I was prompted finally to write this post – which has long stewed dormantly in my mind – by this SMH article previewing tonight’s "Four Corners" (correction 17/5; original read “Australian Story”, an episode which promises to be a multi-hanky job for viewers, unless you’re an Xer man, in which case, I suggest it’s best avoided, less it prompt a brick-through-the TV-screen response, certainly if this sentiment is any guide:

These [teenage suicide] rates are down on the peak rates of the late '90s but that is no cause for complacency” (same URL).

Um, I think that just about every** single suicide is a tragedy – so what’s with the talk about “complacency”?
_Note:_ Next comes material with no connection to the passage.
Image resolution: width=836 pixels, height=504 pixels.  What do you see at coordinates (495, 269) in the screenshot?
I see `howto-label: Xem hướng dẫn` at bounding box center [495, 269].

Something strange is going on here, and it’s made stranger by the cited “peak rate” time being decade-plus out of whack. As noted above, it’s my (Xer) generation who take the dubious honours here.
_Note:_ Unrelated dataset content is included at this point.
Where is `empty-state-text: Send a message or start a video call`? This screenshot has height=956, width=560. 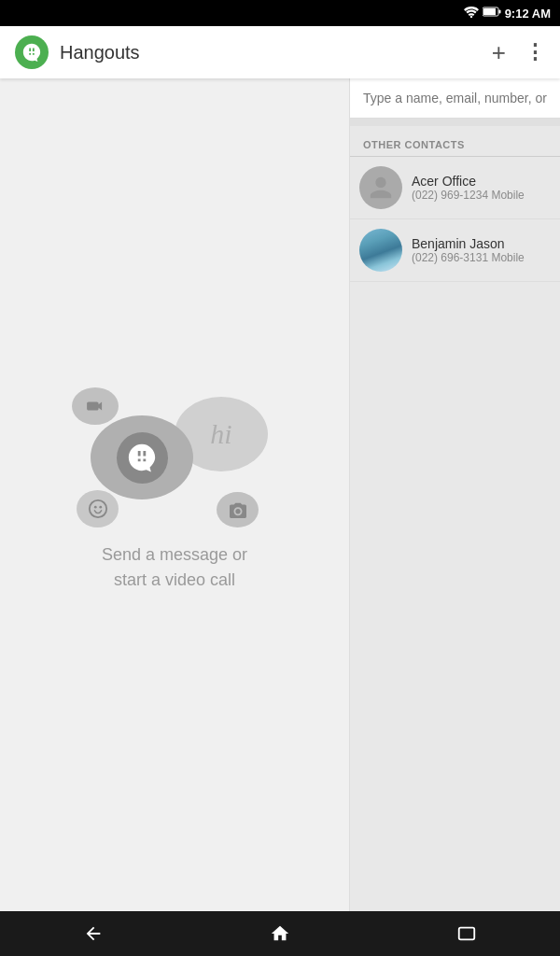 empty-state-text: Send a message or start a video call is located at coordinates (175, 568).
This “honours” point further, and this time exponentially, ups the strangeness ante. According to the acting principal of Riverview (an elite Catholic boys high-school) college, James Rodgers:

"It's a tragedy, it happens [i.e. when one of our students suicides], we are at one with people in their grief, but we can't send out the message to our students that the way to gain notoriety is to kill yourself." (same URL)

Um, if I was a teacher or administrator at Riverview, and I understood that gaining notoriety (or “fame”, to use a more neutral word) was a fairly major pre-occupation of many (all?) of my students, I wouldn’t be that keen on Rodgers’s harm-minimisation, or Safe Notoriety mindset.
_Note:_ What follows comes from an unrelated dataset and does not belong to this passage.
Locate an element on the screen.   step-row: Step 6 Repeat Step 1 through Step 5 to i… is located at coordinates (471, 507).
Rather, I’d do one of the following:

(a) Kill myself. (Not for fame, mind, but because of suddenly discovering that I’d spent a large chunk of my life, in preparing to be a teacher, on a youthful generation for whom being taught anything at all is now revealed to be superfluous). Or

(b) Kill all the little fame-whores in my charge (Again, not for personal fame, but out of a genuine belief that I would be doing them a favour). Or

(c) Get Gretel Killeen on side (I’m pretty sure she was once a Catholic school-girl, which might count for something), with a view to arranging some kind of VIP-route into the “Big Brother” house/cast, just for Riverview students. If this cunning scheme did work, it should nicely quench my charge’s thirst for notoriety/fame. And do so in slightly less drastic way than (a) or (b). Or maybe not – but hey, that could just be my “complacency”, kicking in.


* “Younger” means born post-1978 or so; the Gen’s X/Y division is currently (and may always be) a “soft” border, in that it doesn’t feature the same dramatic, statistically-demonstrable “Wallace Line” that bifurcates around the 1962-born

** There’s a necessary exception here, I’d argue, for criminals who kill themselves to avoid justice.


Update 17 May 2006

More over at LP. To digest a comment I make there, I was electrified by one aspect of the show: a 16 y.o. gay kid’s coming-out epiphany at Homebake, going from a reserved nerd to crowd-surfing along to Grinspoon’s “More than you are”. So it was worth worth watching for that, at least. Otherwise, the "epidemic" bullshit did get a run, of course.

Also a curiosity from the program was the emotional frigidity of the dead kid's family. Reminds me very much of my own, and the fictional Fishers from “Six Feet Under".